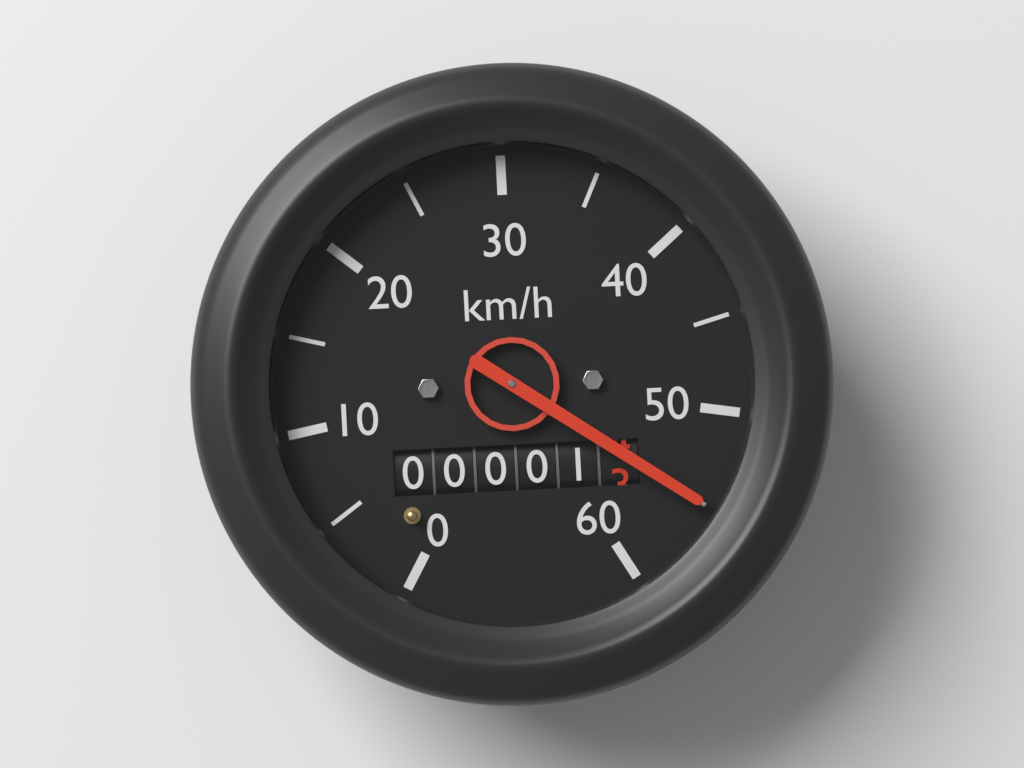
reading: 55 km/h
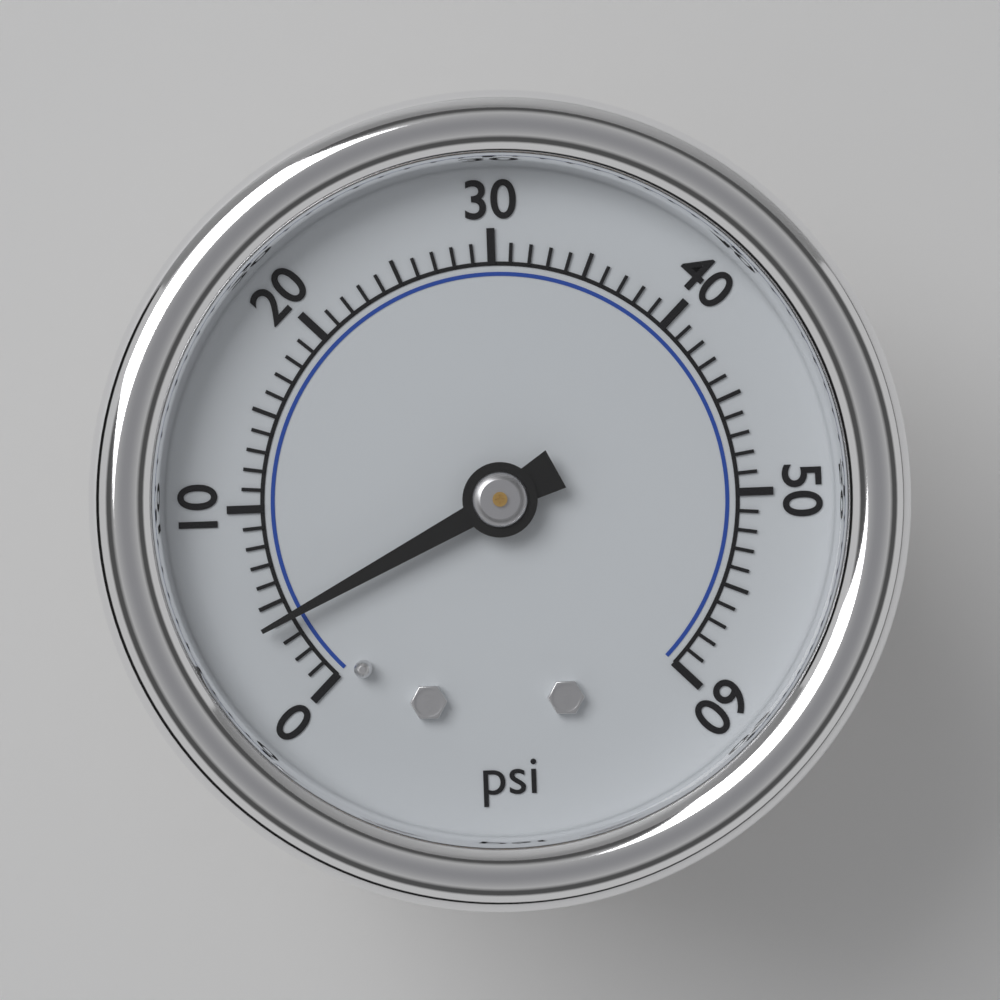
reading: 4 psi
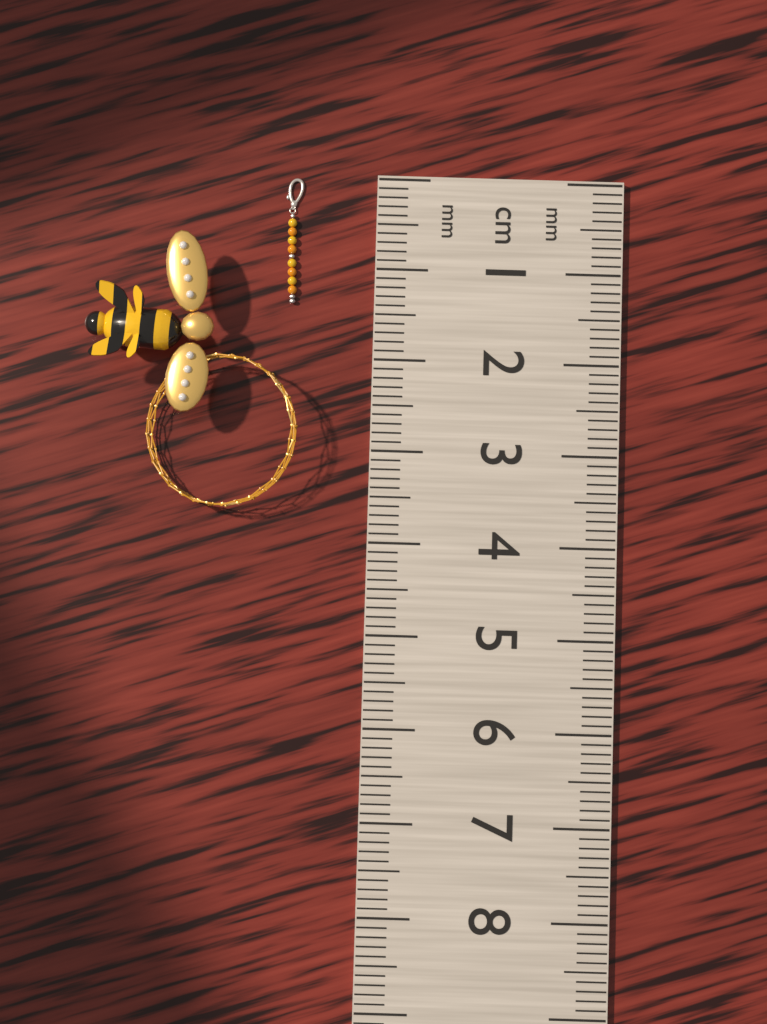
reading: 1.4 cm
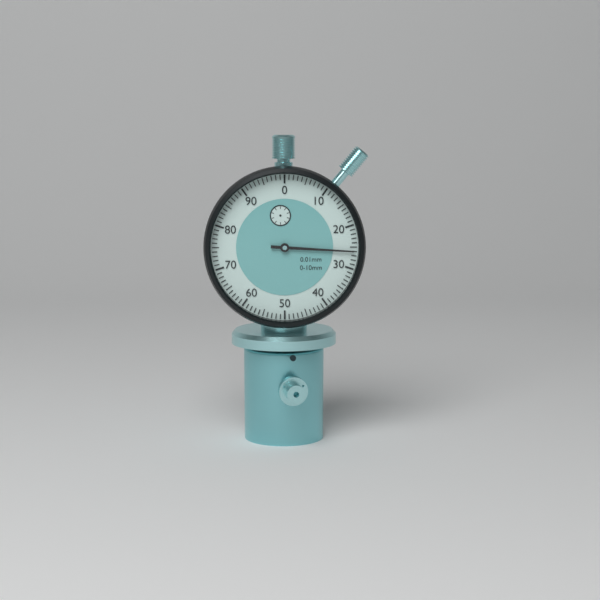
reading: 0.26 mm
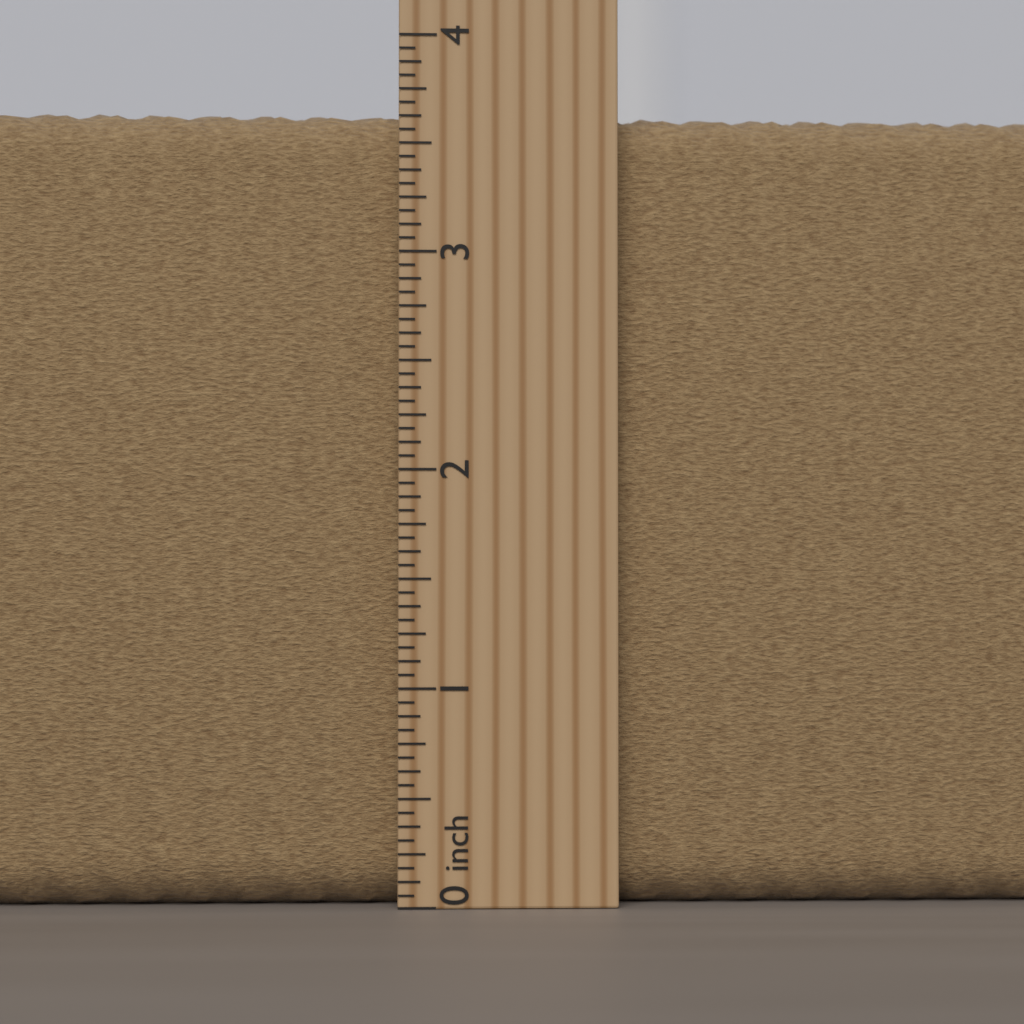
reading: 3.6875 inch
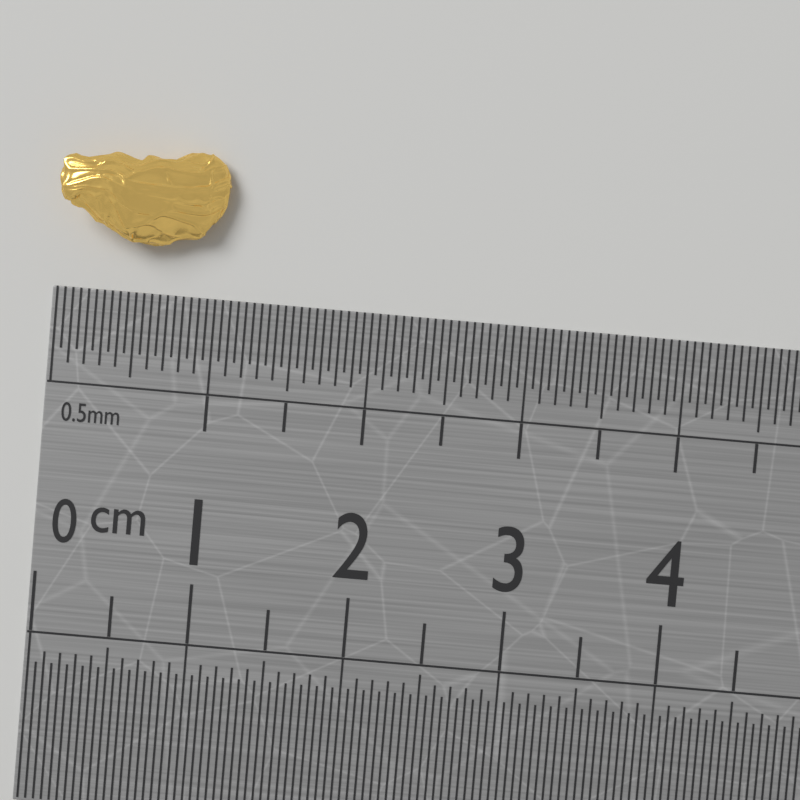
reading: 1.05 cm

────────

Please write out every line of the listing above exactly, and leave the images behind.

ANSWER SPACE:
reading: 55 km/h
reading: 4 psi
reading: 1.4 cm
reading: 0.26 mm
reading: 3.6875 inch
reading: 1.05 cm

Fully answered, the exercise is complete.